I was talking with Marie today, and an idea popped out of my mouth without my thinking about it. Maybe I had better explain what I mean.

Marie joined our Sangha last night; and during the discussion of the Dharma reading we talked (among other things) about how and why people in small towns distrust educated people from the Big City. A couple of different theories were advanced. 

This morning Marie picked up the topic again and we discussed it a while longer. Marie tried to argue that the reason rural people resist regulation (she assumed that they do) is that since nobody else lives nearby it's not "intuitively obvious" that restrictions on individual behavior help everyone by protecting us from each other. I suggested (on the contrary) that of course rural people understand that; but their idea of what restrictions make sense is based on their experience. Since their experience is different from the experience of urban folk, they will accept restrictions that urban folk reject and vice versa.

And then suddenly somehow I found myself talking about guns. What I told Marie was:

That's why there's a disagreement about guns. See, rural folk assume that their neighbors are a lot like themselves. They'll tell themselves, "I know how to handle a gun, I know how to treat it responsibly, and I know I won't shoot my neighbor—because he's a human being, and you don't shoot people. It's basic. So I trust my neighbor to do the same. But I don't trust the local mountain lions (or coyotes, or bears, or whatever) so I want to make sure I have a weapon to protect against them!"

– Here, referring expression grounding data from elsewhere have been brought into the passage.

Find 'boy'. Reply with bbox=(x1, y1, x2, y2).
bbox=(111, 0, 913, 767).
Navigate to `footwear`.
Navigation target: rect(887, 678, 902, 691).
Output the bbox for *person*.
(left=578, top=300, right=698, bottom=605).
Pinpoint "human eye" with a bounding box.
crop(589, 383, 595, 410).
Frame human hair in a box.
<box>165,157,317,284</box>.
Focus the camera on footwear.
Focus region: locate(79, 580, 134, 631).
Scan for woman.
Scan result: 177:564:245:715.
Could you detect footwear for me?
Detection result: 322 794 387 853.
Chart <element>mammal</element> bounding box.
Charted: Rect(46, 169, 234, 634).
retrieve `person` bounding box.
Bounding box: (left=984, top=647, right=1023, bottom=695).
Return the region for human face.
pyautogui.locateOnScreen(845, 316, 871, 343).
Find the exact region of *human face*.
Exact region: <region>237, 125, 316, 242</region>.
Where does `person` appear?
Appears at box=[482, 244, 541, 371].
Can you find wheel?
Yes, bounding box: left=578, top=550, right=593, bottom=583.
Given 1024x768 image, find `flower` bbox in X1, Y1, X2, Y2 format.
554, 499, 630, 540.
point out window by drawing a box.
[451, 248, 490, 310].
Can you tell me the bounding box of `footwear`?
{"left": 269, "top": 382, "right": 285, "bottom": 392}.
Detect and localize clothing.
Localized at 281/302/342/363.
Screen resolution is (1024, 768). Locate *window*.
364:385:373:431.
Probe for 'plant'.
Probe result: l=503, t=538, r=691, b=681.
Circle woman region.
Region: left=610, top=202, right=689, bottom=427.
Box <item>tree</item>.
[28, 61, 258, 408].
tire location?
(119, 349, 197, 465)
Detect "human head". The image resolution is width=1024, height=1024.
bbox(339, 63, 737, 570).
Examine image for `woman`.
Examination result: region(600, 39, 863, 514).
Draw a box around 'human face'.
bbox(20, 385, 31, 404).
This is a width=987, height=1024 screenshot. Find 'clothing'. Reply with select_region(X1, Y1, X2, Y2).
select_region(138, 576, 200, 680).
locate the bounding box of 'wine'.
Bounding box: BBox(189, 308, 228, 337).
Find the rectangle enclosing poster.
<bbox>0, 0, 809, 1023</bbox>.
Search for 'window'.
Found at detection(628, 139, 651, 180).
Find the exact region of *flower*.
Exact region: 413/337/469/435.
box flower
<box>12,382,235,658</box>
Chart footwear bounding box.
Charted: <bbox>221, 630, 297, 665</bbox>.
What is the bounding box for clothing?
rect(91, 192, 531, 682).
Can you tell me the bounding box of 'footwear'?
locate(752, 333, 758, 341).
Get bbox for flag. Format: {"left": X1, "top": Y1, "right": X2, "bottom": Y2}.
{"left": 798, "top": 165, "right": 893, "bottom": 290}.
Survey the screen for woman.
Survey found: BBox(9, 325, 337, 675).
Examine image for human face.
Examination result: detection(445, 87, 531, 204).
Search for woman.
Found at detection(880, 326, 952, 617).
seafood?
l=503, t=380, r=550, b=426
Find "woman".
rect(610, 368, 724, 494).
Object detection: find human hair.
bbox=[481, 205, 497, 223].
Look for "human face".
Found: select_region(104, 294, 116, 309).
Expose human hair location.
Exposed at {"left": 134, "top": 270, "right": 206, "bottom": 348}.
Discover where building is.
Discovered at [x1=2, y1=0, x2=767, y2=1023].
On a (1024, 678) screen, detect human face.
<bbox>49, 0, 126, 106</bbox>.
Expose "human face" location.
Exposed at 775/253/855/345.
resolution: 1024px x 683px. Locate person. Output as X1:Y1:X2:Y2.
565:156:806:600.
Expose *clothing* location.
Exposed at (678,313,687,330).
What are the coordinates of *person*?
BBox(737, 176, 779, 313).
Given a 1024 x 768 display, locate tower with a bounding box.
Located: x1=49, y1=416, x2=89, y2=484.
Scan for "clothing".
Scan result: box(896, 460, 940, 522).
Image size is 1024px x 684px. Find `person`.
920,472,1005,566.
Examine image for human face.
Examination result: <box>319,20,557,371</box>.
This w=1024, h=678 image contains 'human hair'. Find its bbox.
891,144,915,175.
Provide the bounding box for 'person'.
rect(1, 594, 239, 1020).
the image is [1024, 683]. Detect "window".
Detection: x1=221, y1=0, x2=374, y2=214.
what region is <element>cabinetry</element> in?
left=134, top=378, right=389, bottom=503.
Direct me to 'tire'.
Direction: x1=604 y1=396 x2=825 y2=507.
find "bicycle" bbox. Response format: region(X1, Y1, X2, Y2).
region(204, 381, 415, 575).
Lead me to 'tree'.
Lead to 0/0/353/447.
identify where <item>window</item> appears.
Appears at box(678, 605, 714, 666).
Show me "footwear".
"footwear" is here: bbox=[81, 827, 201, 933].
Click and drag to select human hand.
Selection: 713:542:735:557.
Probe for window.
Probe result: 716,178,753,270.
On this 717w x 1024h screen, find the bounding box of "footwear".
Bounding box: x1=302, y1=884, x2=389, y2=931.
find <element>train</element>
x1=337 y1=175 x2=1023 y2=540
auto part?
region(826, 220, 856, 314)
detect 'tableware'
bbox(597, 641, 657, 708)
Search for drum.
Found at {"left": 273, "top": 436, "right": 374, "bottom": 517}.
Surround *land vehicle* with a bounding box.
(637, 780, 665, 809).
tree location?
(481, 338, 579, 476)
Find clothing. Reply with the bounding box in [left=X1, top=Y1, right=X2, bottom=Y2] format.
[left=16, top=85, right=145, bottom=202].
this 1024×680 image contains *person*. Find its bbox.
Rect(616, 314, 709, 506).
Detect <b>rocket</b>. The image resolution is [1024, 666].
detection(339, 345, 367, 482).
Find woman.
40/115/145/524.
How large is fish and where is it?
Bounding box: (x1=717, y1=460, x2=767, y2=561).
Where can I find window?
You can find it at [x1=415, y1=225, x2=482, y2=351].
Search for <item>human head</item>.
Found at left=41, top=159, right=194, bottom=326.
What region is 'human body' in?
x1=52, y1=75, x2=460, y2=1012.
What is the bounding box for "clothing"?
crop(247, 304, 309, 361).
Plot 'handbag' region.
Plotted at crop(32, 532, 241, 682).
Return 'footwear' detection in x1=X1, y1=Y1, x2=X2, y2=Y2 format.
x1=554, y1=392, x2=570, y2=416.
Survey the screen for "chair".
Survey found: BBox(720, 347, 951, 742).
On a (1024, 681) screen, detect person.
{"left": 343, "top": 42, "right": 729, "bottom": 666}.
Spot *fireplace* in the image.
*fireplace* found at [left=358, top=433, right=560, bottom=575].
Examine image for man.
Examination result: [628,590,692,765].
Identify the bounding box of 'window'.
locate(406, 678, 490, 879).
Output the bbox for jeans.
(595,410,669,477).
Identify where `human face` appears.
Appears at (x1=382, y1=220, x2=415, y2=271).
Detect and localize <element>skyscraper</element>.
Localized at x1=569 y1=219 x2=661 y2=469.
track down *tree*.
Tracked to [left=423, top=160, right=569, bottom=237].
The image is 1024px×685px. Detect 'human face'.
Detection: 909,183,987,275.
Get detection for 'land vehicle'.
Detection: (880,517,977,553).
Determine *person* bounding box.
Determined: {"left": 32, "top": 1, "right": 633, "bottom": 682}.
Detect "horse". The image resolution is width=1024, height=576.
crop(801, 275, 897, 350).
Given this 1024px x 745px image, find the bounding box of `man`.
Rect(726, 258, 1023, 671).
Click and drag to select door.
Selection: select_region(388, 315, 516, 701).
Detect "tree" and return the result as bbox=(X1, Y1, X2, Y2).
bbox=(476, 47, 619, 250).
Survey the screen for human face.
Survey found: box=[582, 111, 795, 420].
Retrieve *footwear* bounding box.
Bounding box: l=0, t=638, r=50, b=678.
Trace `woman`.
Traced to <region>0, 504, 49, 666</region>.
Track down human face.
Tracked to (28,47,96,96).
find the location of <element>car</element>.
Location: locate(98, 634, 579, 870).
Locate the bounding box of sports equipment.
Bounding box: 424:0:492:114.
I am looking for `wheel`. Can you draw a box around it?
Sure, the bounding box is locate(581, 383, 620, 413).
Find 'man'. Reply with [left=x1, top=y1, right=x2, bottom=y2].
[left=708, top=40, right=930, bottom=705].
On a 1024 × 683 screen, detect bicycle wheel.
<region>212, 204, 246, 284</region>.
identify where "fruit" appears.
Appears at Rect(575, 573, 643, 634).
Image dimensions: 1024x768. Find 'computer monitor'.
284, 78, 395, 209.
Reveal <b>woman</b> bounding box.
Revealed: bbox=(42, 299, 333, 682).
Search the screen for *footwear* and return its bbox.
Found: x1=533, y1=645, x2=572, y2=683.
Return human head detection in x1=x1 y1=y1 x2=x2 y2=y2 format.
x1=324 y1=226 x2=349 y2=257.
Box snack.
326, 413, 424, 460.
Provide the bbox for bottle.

On the other hand, city folk don't take that attitude because they are surrounded by thousands of strangers and don't even recognize them as human beings. We all know that the human brain can only cope with communities of about 150 or so: there's been research on that. So when you live in a city of hundreds of thousands of people—or millions, or even more—your brain shuts down. You stop processing those faces as real human beings. As far as you are concerned, they are just animals, or NPC's [Non-Playing Characters]. Therefore you can't trust them with guns, … and honestly they can't trust you either.

Only after I'd finished saying this did I realize what I had said. Wait … do I really believe that? Do I really believe that city-dwellers (like myself, for example) regard most of their fellows as empty faces who aren't fully human? It's a scary thought.

On the other hand, I can't convince myself that it is obviously wrong, either. And it provides an explanation for the quip so often attributed to Joseph Stalin: "A single death is a tragedy; a million deaths is a statistic." If the million are only NPC's, why should they be any more than a statistic?

Of course, if you are one of the million then things might not look so aseptic. As I say, it's a scary thought.